FrameworkPOS
FrameworkPOS is point-of-sale malware used to steal payment card track data from infected systems. The provided content states that it can collect credit card data elements from process memory, identify payment card track data on the victim, and copy the harvested data to a local file in a subdirectory of C:\Windows. It is associated with FIN6, which CrowdStrike tracks as SKELETON SPIDER, and was described in incident response reporting as being used to steal credit card track data from PoS devices. The content also notes that FIN6 has used scheduled tasks to establish persistence for FrameworkPOS and that FrameworkPOS has been used alongside Cobalt Strike. High-confidence behaviors directly mentioned include memory scraping for card data, local staging of stolen track data under C:\Windows, and use in financially motivated intrusions targeting PoS environments.
Hunt this family in your stack
Mallory pivots from this family to the IOCs, detections, and named campaigns that touch your stack, and pages you when something new lands.
Groups observed using it
1 distinct threat actor attributed by public researchers. Open in Mallory to see the full evidence chain and overlapping campaigns.
FIN6 has used scheduled tasks to establish persistence for various malware it uses, including downloaders known as HARDTACK and SHIPBREAD and FrameworkPOS.
Techniques & procedures
14 distinct techniques documented for this family, organized by ATT&CK tactic.
Execution
4 techniques
Execution
MITRE ATT&CK Mapping ... Adbhoney (ADB attacks): ... T1047 — Process Execution. ... Dionaea (malware capture): ... T1047 — Process Execution.
“Sandworm Team leveraged Scheduled Tasks through a Group Policy Object (GPO) to execute CaddyWiper at a predetermined time.” / “APT29 used scheduler and schtasks to create new tasks on remote host as part of their lateral movement… updating an existing legitimate task to execute their tools and then returned the scheduled task to its original configuration.”
Persistence
2 techniques
Persistence
“Sandworm Team leveraged Scheduled Tasks through a Group Policy Object (GPO) to execute CaddyWiper at a predetermined time.” / “APT29 used scheduler and schtasks to create new tasks on remote host as part of their lateral movement… updating an existing legitimate task to execute their tools and then returned the scheduled task to its original configuration.”
Privilege Escalation
2 techniques
Privilege Escalation
“Sandworm Team leveraged Scheduled Tasks through a Group Policy Object (GPO) to execute CaddyWiper at a predetermined time.” / “APT29 used scheduler and schtasks to create new tasks on remote host as part of their lateral movement… updating an existing legitimate task to execute their tools and then returned the scheduled task to its original configuration.”
Stealth
1 technique
Stealth
Credential Access
1 technique
Credential Access
The content references collection of credential material from local systems, including "Bumblebee can capture and compress stolen credentials from the Registry and volume shadow copies," "GALLIUM collected ... password hashes from the SAM hive in the Registry," and "Windigo has used a script to gather credentials in files left on disk by OpenSSH backdoors."
Discovery
1 technique
Discovery
Collection
4 techniques
Collection
The content repeatedly describes threat actors and malware collecting, stealing, identifying, copying, or staging files, documents, credentials, logs, databases, and other information from compromised hosts or local systems.
Command and Control
1 technique
Command and Control
Recent activity
12 sources tracked across advisories, community write-ups, and news. New activity surfaces here as Mallory finds it.
Android/IoT cryptomining malware that installs and launches an APK and helper binaries to mine cryptocurrency on compromised devices, effectively enrolling them into a botnet.
A ransomware family cited as inspiration for GenieLocker's encryption scheme.
Referenced as a ransomware family whose cryptographic scheme and approaches were borrowed by GenieLocker.
Point-of-sale malware that indiscriminately scraped all processes on a device for payment card data, contrasted in the content with the more targeted PoSlurp.B approach.
The version that knows your environment.
Match every observed IP, domain, and hash against your live telemetry.
Named campaigns wielding this family, with evidence pinned to each claim.
CVEs this family uses for access and lateral movement.
YARA, Sigma, Snort, and vendor rules, auto-deployed to your SIEM.
Every documented technique, ranked by evidence weight.
Reddit, Mastodon, and CTI community discussion around this family.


WHAT YOU ARE ASKED TO DO:
Go through the listing and count the lines with "plane" in them; write only the number.

PROVIDED DATA:
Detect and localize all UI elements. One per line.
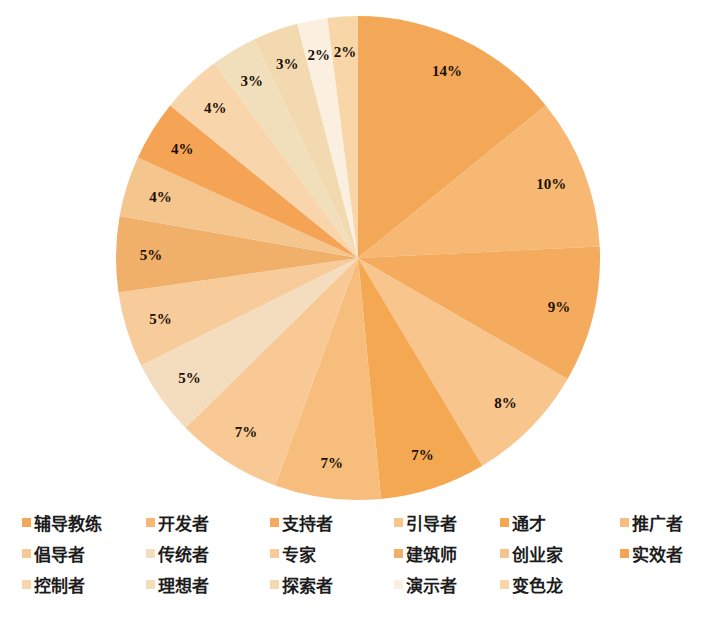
legend-item[interactable]: 建筑师 [394,541,457,566]
legend-item[interactable]: 探索者 [270,572,333,597]
legend-color-swatch [146,580,155,589]
legend-color-swatch [146,518,155,527]
legend-item[interactable]: 专家 [270,541,316,566]
legend-item-label: 演示者 [406,572,457,597]
pie-slice-label: 2% [308,47,331,63]
legend-color-swatch [22,580,31,589]
legend-color-swatch [270,518,279,527]
pie-slice-label: 5% [140,247,163,263]
pie-slice-label: 8% [494,395,517,411]
legend-item[interactable]: 实效者 [620,541,683,566]
pie-slices-group [116,16,600,500]
legend-item[interactable]: 支持者 [270,510,333,535]
legend-item[interactable]: 推广者 [620,510,683,535]
legend-item-label: 辅导教练 [34,510,102,535]
legend-color-swatch [394,518,403,527]
legend-item-label: 探索者 [282,572,333,597]
pie-slice-label: 3% [240,73,263,89]
pie-chart-area: 14%10%9%8%7%7%7%5%5%5%4%4%4%3%3%2%2% [0,0,712,510]
legend-color-swatch [22,518,31,527]
legend-item-label: 实效者 [632,541,683,566]
pie-slice-label: 2% [334,44,357,60]
legend-item[interactable]: 理想者 [146,572,209,597]
legend-color-swatch [146,549,155,558]
pie-chart-svg: 14%10%9%8%7%7%7%5%5%5%4%4%4%3%3%2%2% [0,0,712,510]
legend-color-swatch [270,580,279,589]
legend-item-label: 支持者 [282,510,333,535]
legend-item-label: 倡导者 [34,541,85,566]
legend-color-swatch [394,549,403,558]
legend-row: 辅导教练开发者支持者引导者通才推广者 [0,508,712,539]
legend-item[interactable]: 倡导者 [22,541,85,566]
pie-slice-label: 14% [432,63,462,79]
legend-item-label: 传统者 [158,541,209,566]
legend-item[interactable]: 创业家 [500,541,563,566]
pie-slice-label: 7% [321,455,344,471]
legend-color-swatch [500,549,509,558]
legend-item-label: 创业家 [512,541,563,566]
pie-slice-label: 3% [276,56,299,72]
pie-slice-label: 9% [548,299,571,315]
legend-row: 控制者理想者探索者演示者变色龙 [0,570,712,601]
legend-color-swatch [500,518,509,527]
legend-item[interactable]: 变色龙 [500,572,563,597]
legend-item-label: 建筑师 [406,541,457,566]
legend-item-label: 专家 [282,541,316,566]
pie-slice-label: 7% [411,447,434,463]
legend-item-label: 推广者 [632,510,683,535]
legend-color-swatch [620,549,629,558]
legend-color-swatch [394,580,403,589]
pie-slice-label: 4% [149,189,172,205]
pie-slice-label: 4% [204,100,227,116]
pie-slice-label: 4% [171,141,194,157]
legend-item[interactable]: 引导者 [394,510,457,535]
legend-item[interactable]: 开发者 [146,510,209,535]
legend-item-label: 理想者 [158,572,209,597]
legend-color-swatch [500,580,509,589]
legend-item-label: 通才 [512,510,546,535]
pie-slice-label: 5% [178,370,201,386]
legend-item[interactable]: 辅导教练 [22,510,102,535]
legend-row: 倡导者传统者专家建筑师创业家实效者 [0,539,712,570]
pie-slice-label: 5% [149,311,172,327]
pie-slice-label: 10% [536,176,566,192]
legend-color-swatch [620,518,629,527]
legend-item[interactable]: 控制者 [22,572,85,597]
legend-item-label: 引导者 [406,510,457,535]
legend-item-label: 变色龙 [512,572,563,597]
legend-item-label: 控制者 [34,572,85,597]
legend-item-label: 开发者 [158,510,209,535]
legend-color-swatch [22,549,31,558]
legend-item[interactable]: 通才 [500,510,546,535]
legend-item[interactable]: 演示者 [394,572,457,597]
chart-legend: 辅导教练开发者支持者引导者通才推广者倡导者传统者专家建筑师创业家实效者控制者理想… [0,508,712,618]
legend-color-swatch [270,549,279,558]
legend-item[interactable]: 传统者 [146,541,209,566]
pie-slice-label: 7% [235,424,258,440]
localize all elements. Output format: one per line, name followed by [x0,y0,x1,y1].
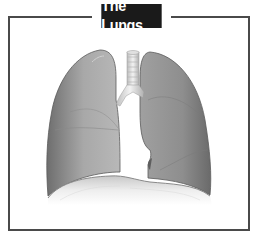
right-lung [140,52,211,195]
lungs-illustration [0,0,257,236]
left-lung [47,50,120,196]
trachea [127,51,139,89]
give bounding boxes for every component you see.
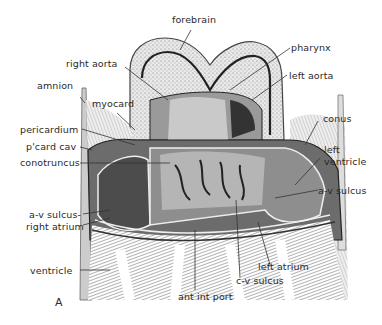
label-right-atrium: right atrium <box>26 221 84 232</box>
label-amnion: amnion <box>37 80 73 91</box>
label-av-sulcus-right: a-v sulcus- <box>29 209 81 220</box>
label-left-aorta: left aorta <box>289 70 334 81</box>
label-pericardium: pericardium <box>20 124 78 135</box>
label-cv-sulcus: c-v sulcus <box>236 275 284 286</box>
label-ant-int-port: ant int port <box>178 291 233 302</box>
label-left-ventricle-line1: left <box>324 144 340 155</box>
label-conotruncus: conotruncus <box>20 157 80 168</box>
label-ventricle: ventricle <box>30 265 72 276</box>
label-pharynx: pharynx <box>291 42 331 53</box>
label-pcard-cav: p'card cav <box>26 141 76 152</box>
label-forebrain: forebrain <box>172 14 216 25</box>
label-right-aorta: right aorta <box>66 58 118 69</box>
anatomical-figure: forebrain right aorta pharynx left aorta… <box>0 0 382 325</box>
label-left-ventricle-line2: ventricle <box>324 156 366 167</box>
label-myocard: myocard <box>92 98 134 109</box>
label-left-atrium: left atrium <box>258 261 309 272</box>
label-conus: conus <box>323 113 352 124</box>
panel-label: A <box>55 296 63 309</box>
label-av-sulcus-left: a-v sulcus <box>318 185 366 196</box>
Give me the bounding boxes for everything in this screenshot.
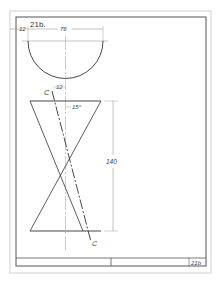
outer-border (10, 11, 211, 273)
svg-text:12: 12 (56, 84, 63, 90)
problem-number: 21b. (30, 20, 46, 29)
svg-text:76: 76 (60, 26, 67, 32)
angle-annotation: 15° (66, 104, 82, 110)
svg-text:140: 140 (106, 158, 117, 165)
svg-text:15°: 15° (72, 104, 82, 110)
height-dimension: 140 (104, 101, 118, 231)
offset-dimension: 12 (53, 84, 65, 90)
cutting-plane-label-top: C (44, 88, 50, 97)
left-margin-dimension: 12 (10, 26, 28, 32)
cutting-plane-label-bottom: C (92, 240, 98, 247)
drawing-sheet: 21b 12 21b. 76 12 15° (0, 0, 217, 284)
cutting-plane: C C (44, 88, 98, 247)
title-block-number: 21b (190, 260, 202, 266)
title-block: 21b (16, 258, 206, 266)
svg-text:12: 12 (19, 26, 26, 32)
inner-border (16, 17, 206, 266)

ANSWER SECTION:
3